Let's say our Suspicious K8s Service Account Token Read rule is triggering for a nightly backup script called kube-backup.sh.

Instead of adding kube-backup.sh to the global whitelist, which might be too permissive, we can create a more specific exception.

Create a new file for overrides, e.g., rules_override.yaml:

yaml
# rules_override.yaml

- rule: Suspicious K8s Service Account Token Read
  append: true # This MODIFIES the existing rule
  condition: >
    (k8s_sa_token_read and not proc.name in (legitimate_sa_token_readers)) and
    not (proc.name = 'kube-backup.sh' and container.image.repository = 'my-org/backup-tools')

In your values.yaml, load this file after the main rules file. The append: true flag tells Falco to add the new condition to the existing rule. Here, we've created a highly specific exception: the rule will not trigger if the process name is kube-backup.sh AND it's running from a specific, trusted container image.

This granular approach is critical for maintaining a strong security posture while adapting to the operational realities of a complex system.

Integrating Alerts with Production Systems

Alerts in stdout are useless. Falco needs to integrate with your existing monitoring and incident response workflows. The standard way to do this is with falcosidekick.

falcosidekick is a small proxy that receives alerts from Falco and forwards them to dozens of possible outputs like Slack, PagerDuty, Elasticsearch, Loki, or a generic webhook.

Enable it in your values.yaml and configure your desired output.

yaml
# values.yaml

falcosidekick:
  enabled: true
  # Pod resources for falcosidekick itself
  resources: {}
  webui:
    enabled: false # Disable for production unless needed
  config:
    # Example: Sending alerts to Slack and an Elasticsearch cluster
    slack:
      webhookurl: "YOUR_SLACK_WEBHOOK_URL"
      # You can customize the message format
      outputformat: "Time: %falco.time%\nRule: %falco.rule%\nPriority: %falco.priority%\nPod: %k8s.pod.name% (%k8s.ns.name%)\nCommand: %proc.cmdline%\nUser: %user.name%"
    elasticsearch:
      hostport: "http://elasticsearch-master:9200"
      index: "falco"
      type: "events"
      minimumpriority: "debug"
      # Buffer settings for high-volume environments
      buffer_size: 1000
      buffer_max_payload_size: 512

By shipping structured JSON events to your SIEM (Security Information and Event Management) system, like Elasticsearch, you unlock the ability to perform advanced analysis:

* Correlation: Correlate Falco runtime events with application logs, network flow data, and other telemetry.

* Dashboarding: Create dashboards to visualize threat trends, top-triggering rules, and most-targeted pods.

* Automated Response: Set up automated actions based on specific high-priority alerts, such as cordoning a Kubernetes node, scaling down a compromised deployment, or triggering a memory dump for forensic analysis.

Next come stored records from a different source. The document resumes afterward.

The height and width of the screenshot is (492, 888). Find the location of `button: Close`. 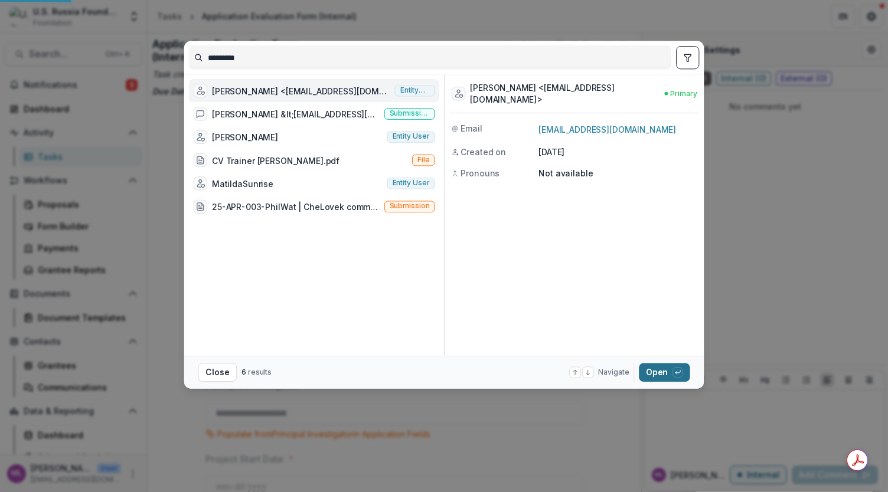

button: Close is located at coordinates (217, 373).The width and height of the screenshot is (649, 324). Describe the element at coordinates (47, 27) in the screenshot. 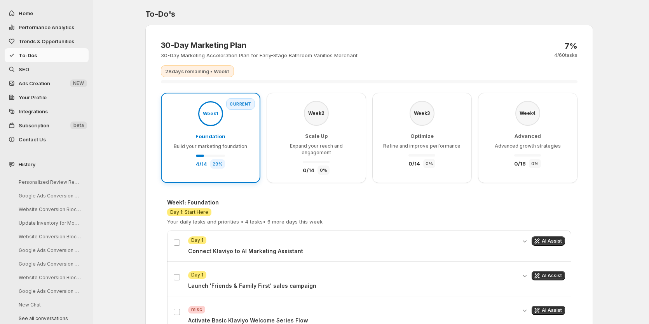

I see `button: Performance Analytics` at that location.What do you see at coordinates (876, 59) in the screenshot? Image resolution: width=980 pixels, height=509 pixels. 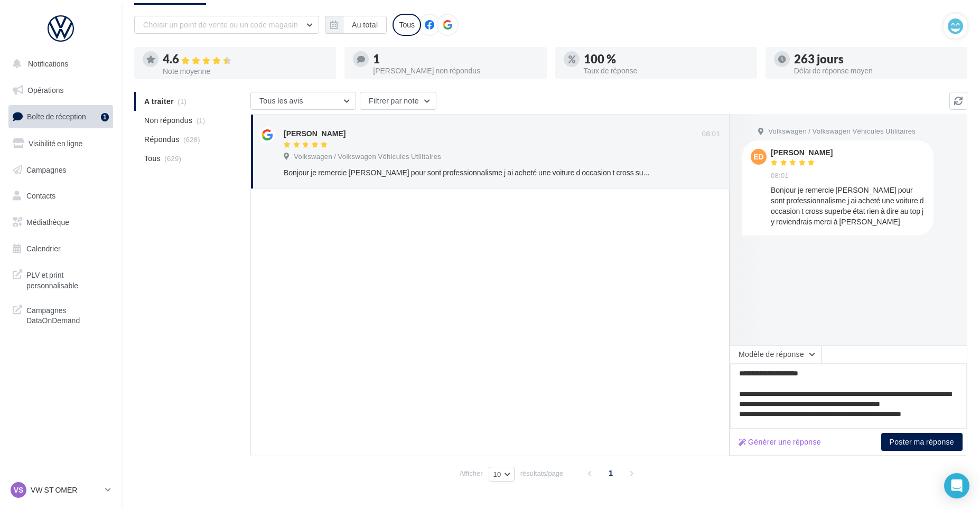 I see `div: 263 jours` at bounding box center [876, 59]. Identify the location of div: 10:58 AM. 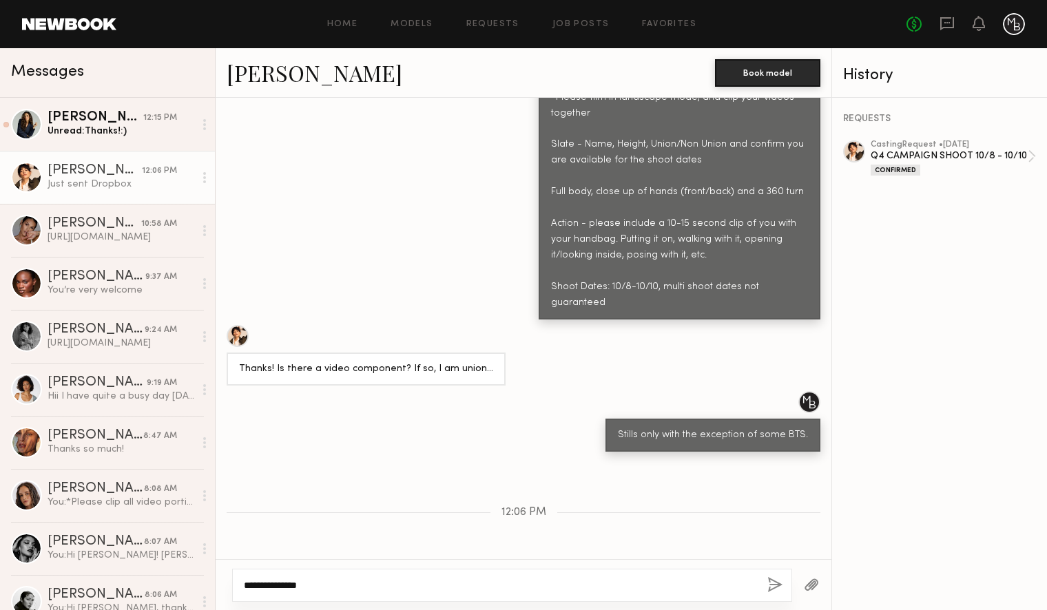
(159, 224).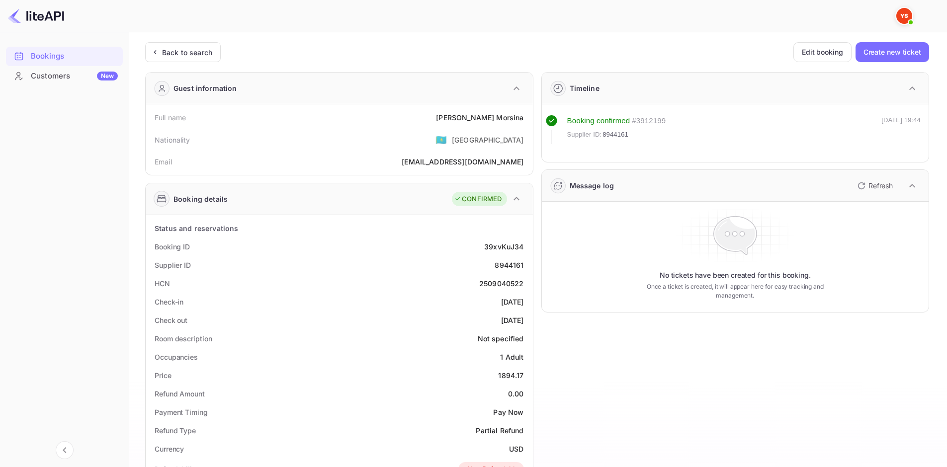  What do you see at coordinates (205, 88) in the screenshot?
I see `div: Guest information` at bounding box center [205, 88].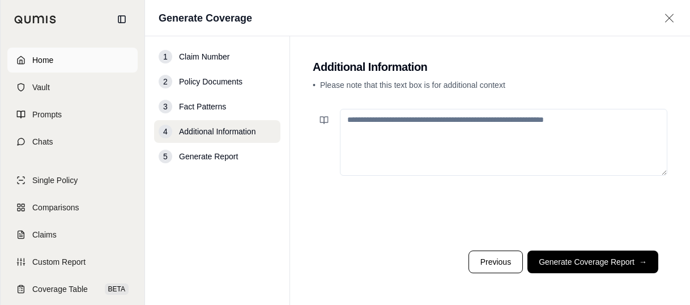  Describe the element at coordinates (73, 60) in the screenshot. I see `a: Home` at that location.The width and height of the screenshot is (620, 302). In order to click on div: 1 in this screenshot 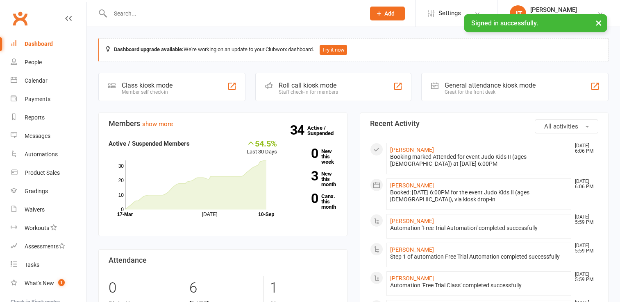, I will do `click(303, 289)`.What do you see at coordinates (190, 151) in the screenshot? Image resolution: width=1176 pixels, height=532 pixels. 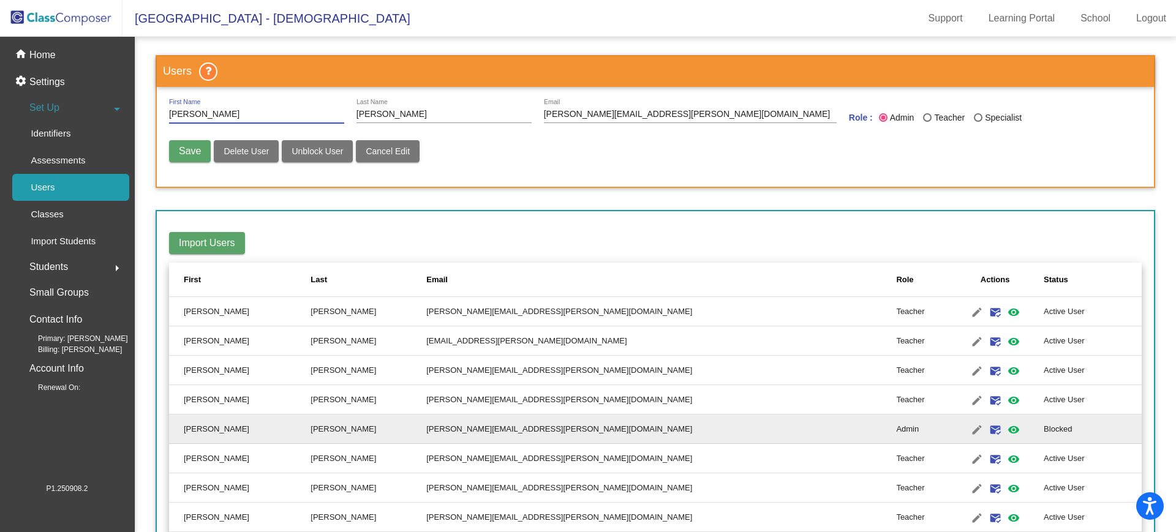 I see `button: Save` at bounding box center [190, 151].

Conclusion: From Detection to Defense

eBPF and Falco provide an unprecedented level of visibility into the runtime behavior of your Kubernetes workloads. By moving beyond default configurations and implementing these advanced patterns, you can transform Falco from a noisy observability tool into a high-fidelity, context-aware runtime security engine.

The key takeaways for senior engineers are:

  • Tune for Performance: Don't accept the defaults. Profile your nodes, monitor for dropped events, and adjust buffer sizes and resource allocations to ensure complete visibility without impacting performance.
  • Context is King: Write rules that leverage Kubernetes metadata. A rule conditioned on a pod label, namespace, or service account is infinitely more valuable than a generic process or file-based rule.
  • Embrace the Override: False positives will happen. Use the override mechanism to create granular exceptions that maintain security integrity while allowing for legitimate operational behavior.
  • Integrate and Automate: A security alert that isn't seen or acted upon is worthless. Pipe Falco events into your central SIEM and build dashboards, correlation rules, and automated response playbooks.
  • Runtime security is not a one-time setup. It's an iterative process of observing behavior, refining rules, and reducing noise. By mastering these advanced eBPF and Falco techniques, you can build a robust, kernel-level defense layer that is purpose-built for the dynamic, ephemeral nature of modern cloud-native applications.